The purpose of this paper is to establish reciprocity among socio-location attributes while underlining the additional users’ privacy implications on social media (SM).

Design/methodology/approach

Digital identity theories, social software engineering theory and the Privacy Safeguard (PriS) methodology were considered while reviewing 32 papers for identifying users’ SM attributes. After proposing interrelations among socio-location attributes, the PriS method was used to match social aspects of privacy in designing case studies to illustrate the associations through potential users’ privacy implications.

Findings

Eighteen users’ SM attributes were collected and correlated to the Face, Frame, Activity, Time and Stage (FFrATS) 4 W (socio-location attributes), which provoke further privacy implications due to the notions of self-determination and self-disclosure on SM. The authors draw on the PriS methodology to address privacy’s multidimensionality while creating case studies to examine privacy issues arising due to socio-location attribute disclosure and users’ trajectories and normativity lines.

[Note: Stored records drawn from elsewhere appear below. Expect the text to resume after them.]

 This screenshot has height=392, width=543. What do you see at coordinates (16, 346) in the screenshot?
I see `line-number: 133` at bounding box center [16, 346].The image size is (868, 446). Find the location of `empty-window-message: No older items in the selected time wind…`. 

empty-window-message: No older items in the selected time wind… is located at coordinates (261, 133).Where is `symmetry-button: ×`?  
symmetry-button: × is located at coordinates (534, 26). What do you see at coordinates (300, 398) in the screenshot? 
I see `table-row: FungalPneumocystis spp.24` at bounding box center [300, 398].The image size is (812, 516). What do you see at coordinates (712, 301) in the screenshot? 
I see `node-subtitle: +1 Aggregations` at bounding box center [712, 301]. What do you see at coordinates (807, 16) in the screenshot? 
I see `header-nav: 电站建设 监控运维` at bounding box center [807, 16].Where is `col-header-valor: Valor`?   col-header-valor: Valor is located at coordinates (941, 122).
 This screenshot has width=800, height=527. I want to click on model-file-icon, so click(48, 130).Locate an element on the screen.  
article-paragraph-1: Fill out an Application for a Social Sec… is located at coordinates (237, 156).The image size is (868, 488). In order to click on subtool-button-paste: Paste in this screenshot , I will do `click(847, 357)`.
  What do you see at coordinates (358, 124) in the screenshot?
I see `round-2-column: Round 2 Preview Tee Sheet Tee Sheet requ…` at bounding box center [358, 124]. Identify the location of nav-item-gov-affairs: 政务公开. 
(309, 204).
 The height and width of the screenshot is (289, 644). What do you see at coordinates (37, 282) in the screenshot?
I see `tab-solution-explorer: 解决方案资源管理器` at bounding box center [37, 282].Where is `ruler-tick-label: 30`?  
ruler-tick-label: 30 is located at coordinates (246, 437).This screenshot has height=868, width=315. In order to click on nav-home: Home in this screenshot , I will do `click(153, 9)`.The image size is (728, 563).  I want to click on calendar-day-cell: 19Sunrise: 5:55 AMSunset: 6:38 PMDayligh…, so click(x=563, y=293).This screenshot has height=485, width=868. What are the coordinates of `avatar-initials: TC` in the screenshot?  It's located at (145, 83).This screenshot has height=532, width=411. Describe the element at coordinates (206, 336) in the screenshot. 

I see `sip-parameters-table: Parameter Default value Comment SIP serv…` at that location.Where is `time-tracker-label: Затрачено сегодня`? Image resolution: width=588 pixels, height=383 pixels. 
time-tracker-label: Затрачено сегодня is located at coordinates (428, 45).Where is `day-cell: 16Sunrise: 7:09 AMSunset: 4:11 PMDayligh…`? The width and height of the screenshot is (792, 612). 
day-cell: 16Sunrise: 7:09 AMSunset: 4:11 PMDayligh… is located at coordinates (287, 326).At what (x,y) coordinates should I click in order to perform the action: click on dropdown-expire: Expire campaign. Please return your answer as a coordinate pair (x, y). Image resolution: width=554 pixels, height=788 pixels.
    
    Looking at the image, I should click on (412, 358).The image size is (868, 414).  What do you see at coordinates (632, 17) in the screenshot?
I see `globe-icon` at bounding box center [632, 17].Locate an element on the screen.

Research limitations/implications

Supplementary case studies and research are needed to enable the design of a socio-spatially and privacy-aware designing methodology.

Practical implications

Designing proper methodologies and techniques to address users’ privacy implications deriving from socio-location attributes can provide designers with a technical solution to SM platforms.

Social implications

Socio-location attribute disclosure constructs representative SM profiles; however, the revelation of attributes and their interrelations create additional privacy implications for SM users.

Originality/value

Deepening the understanding of disclosing socio-location attributes on SM while bridging the socio-technical gap will provide the necessary background for proposing technical solutions to protecting users’ privacy.